Hire a C3PAO: Schedule your assessment.
Maintenance: Compliance is now a recurring operational cost, not a one-time project.
Part 4: The Practical Path to Compliance
1. The "110 Controls" (NIST 800-171)
CMMC Level 2 is mapped 1:1 to NIST SP 800-171 Rev 2. These are the 110 definitions of "safe." They are grouped into 14 families.
AC (Access Control): Who can log in?
AT (Awareness & Training): Do your people know not to click phishing links?
AU (Audit & Accountability): Do you have logs of who did what?
IA (Identification & Authentication): MFA. Everywhere. No exceptions.
IR (Incident Response): Do you have a plan for when you get hacked?
...and 9 others.
2. The SSP (System Security Plan)
If you take one thing from this article: No SSP = No Contract.
The SSP is a document that describes how you meet the controls. It defines the boundary of your system.
Bad SSP: "We use MFA."
Good SSP: "We utilize YubiKeys for hardware-based MFA on all administrator accounts and Microsoft Authenticator for standard users, enforced via Azure AD conditional access policies."
3. SPRS (Supplier Performance Risk System)
This is the DoD's report card.
The Score: Starts at 110.
The Deduction: Every control you miss subtracts points (usually -1, -3, or -5 depending on severity).
The Result: You can have a negative score.
The Requirement: To be awarded a contract, you must have a current score (less than 3 years old) in SPRS.
How to submit: You (or your measured vendor) submit this via the PIEE (Procurement Integrated Enterprise Environment) portal.
Part 5: The "Enclave" Strategy (Your Secret Weapon)
For a Series A startup, upgrading your entire Google Workspace or Slack environment to meet GovCloud standards is a culture killer. It breaks integrations and slows down devs.
The Solution: The CUI Enclave to isolate the "Radioactive" data.
Corporate Network (Commercial): Keep your MacBooks, your standard Gmail/Slack, and your dev tools here.
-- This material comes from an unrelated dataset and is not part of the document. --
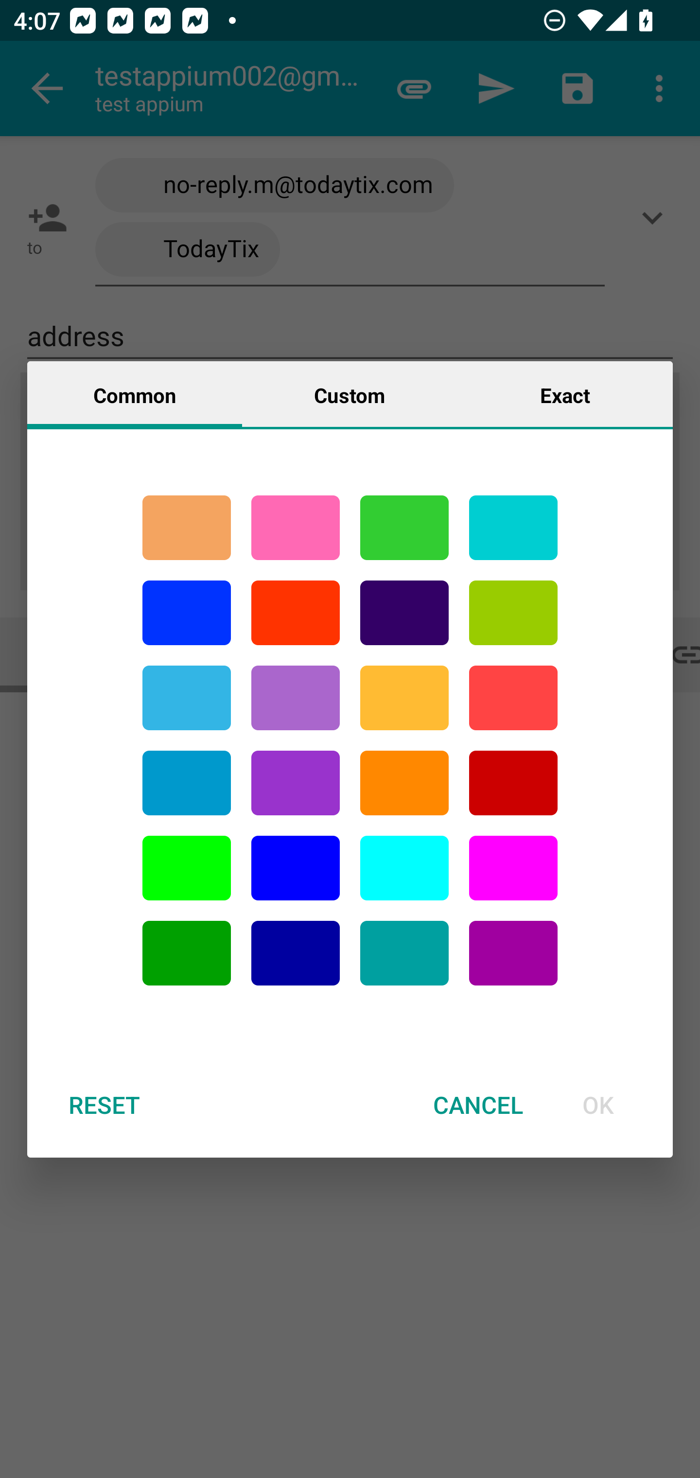 The width and height of the screenshot is (700, 1478). What do you see at coordinates (186, 527) in the screenshot?
I see `Peach` at bounding box center [186, 527].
No CUI allowed here.
Secure Enclave (GovCloud): Create a separate, smaller environment (e.g., Microsoft 365 GCC High or a secure file sharing wrapper) specifically for the 5-10 people who actually touch CUI.
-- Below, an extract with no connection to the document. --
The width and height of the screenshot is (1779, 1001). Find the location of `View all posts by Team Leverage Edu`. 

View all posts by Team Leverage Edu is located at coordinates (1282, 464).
Boundary Protection: Strictly police the data flow between these two worlds.
This reduces your "Scope of Assessment" from 100 employees and 500 devices to just 10 employees and 10 devices. This can save you $100k+ in implementation costs.
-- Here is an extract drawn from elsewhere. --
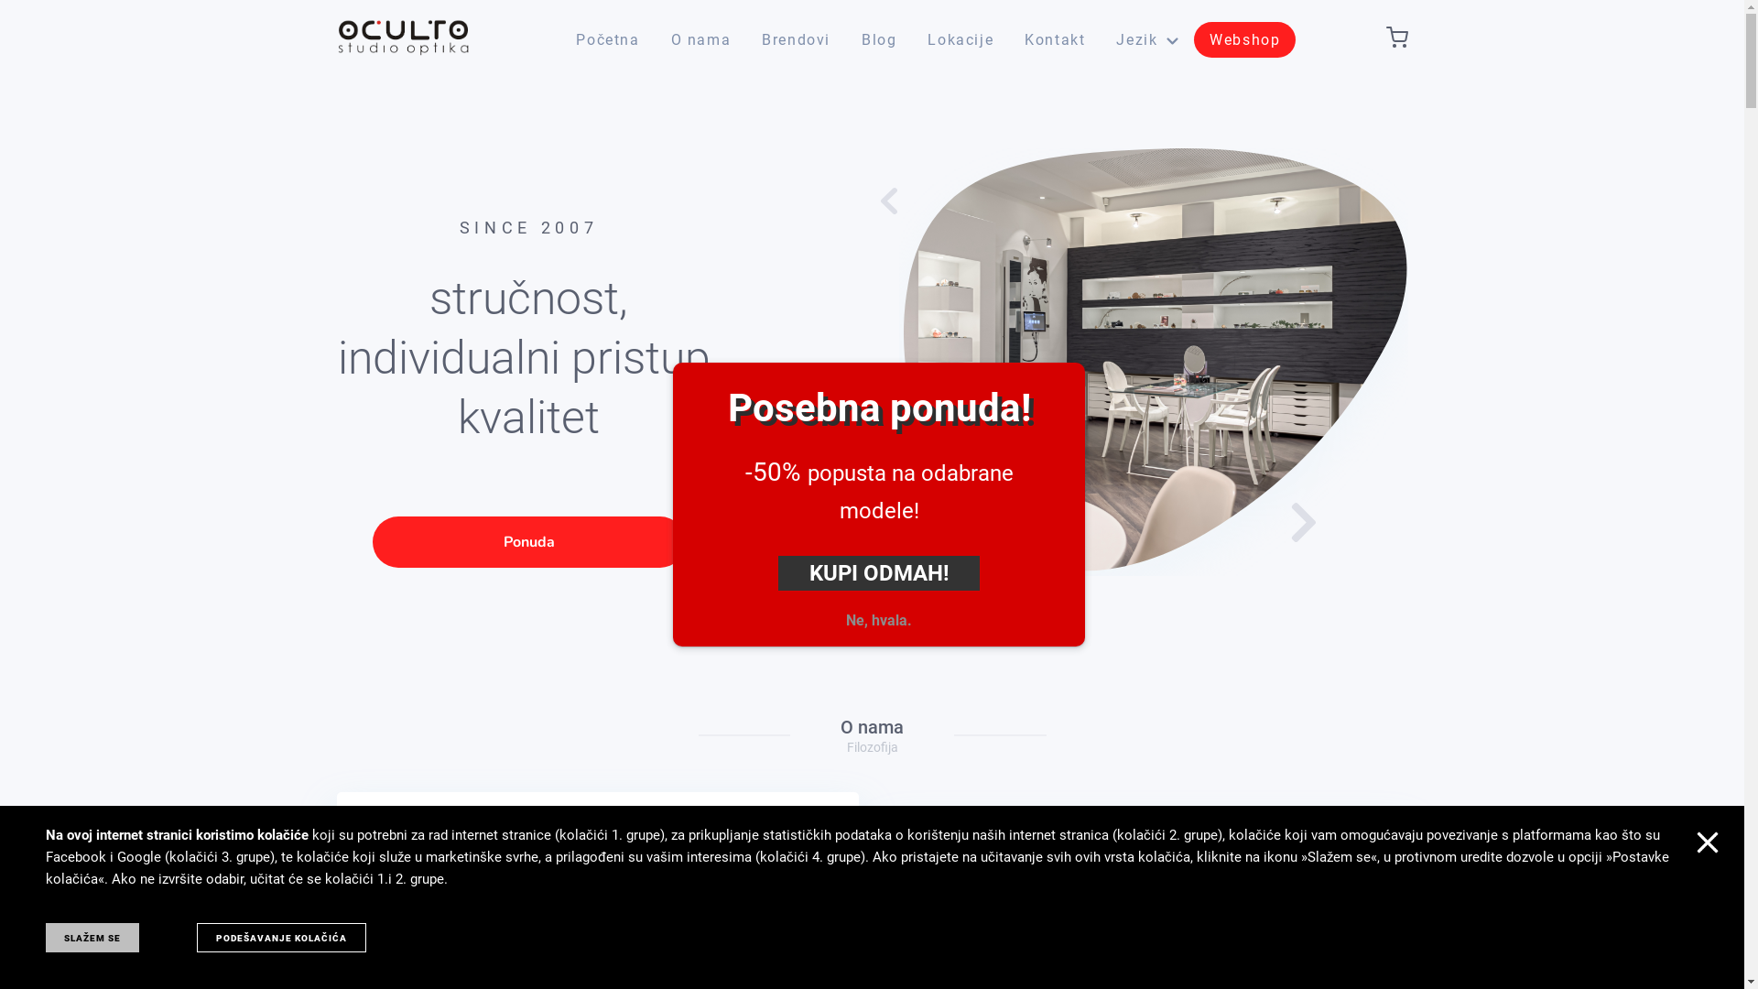 Image resolution: width=1758 pixels, height=989 pixels. I want to click on Ponuda, so click(528, 542).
Summary: Your Immediate Checklist
If you are a startup founder looking at a DoD solicitation today (Nov 2025), here is your drill:
Check the RFP: Does it say "CMMC Level 1" or "CMMC Level 2"?
Level 1? Log into SPRS, confirm you do the 17 basic things, and submit your self-assessment. Total time: 2 days.
Level 2?
Define your boundary (try to use an enclave).
Perform a Gap Assessment against NIST 800-171.
Write your System Security Plan (SSP).
Calculate your score.
Upload score to SPRS.
If "Prioritized": Contact a C3PAO immediately (wait times are 6+ months).
CMMC is no longer a "future problem." It is a current market condition. The startups that treat compliance as a product feature—building it into their operations efficiently—will win the contracts that their slower, non-compliant competitors are now disqualified from.
Build Your Product. We’ll Build Your Shield.
Navigating NIST 800-171 doesn't have to mean hiring a six-figure executive or distracting your engineering team. At Kedge Security, we act as your Fractional CISO—guiding you on architecting your secure enclave, building your SSP, and walking you through your SPRS submission so you can get back to shipping code.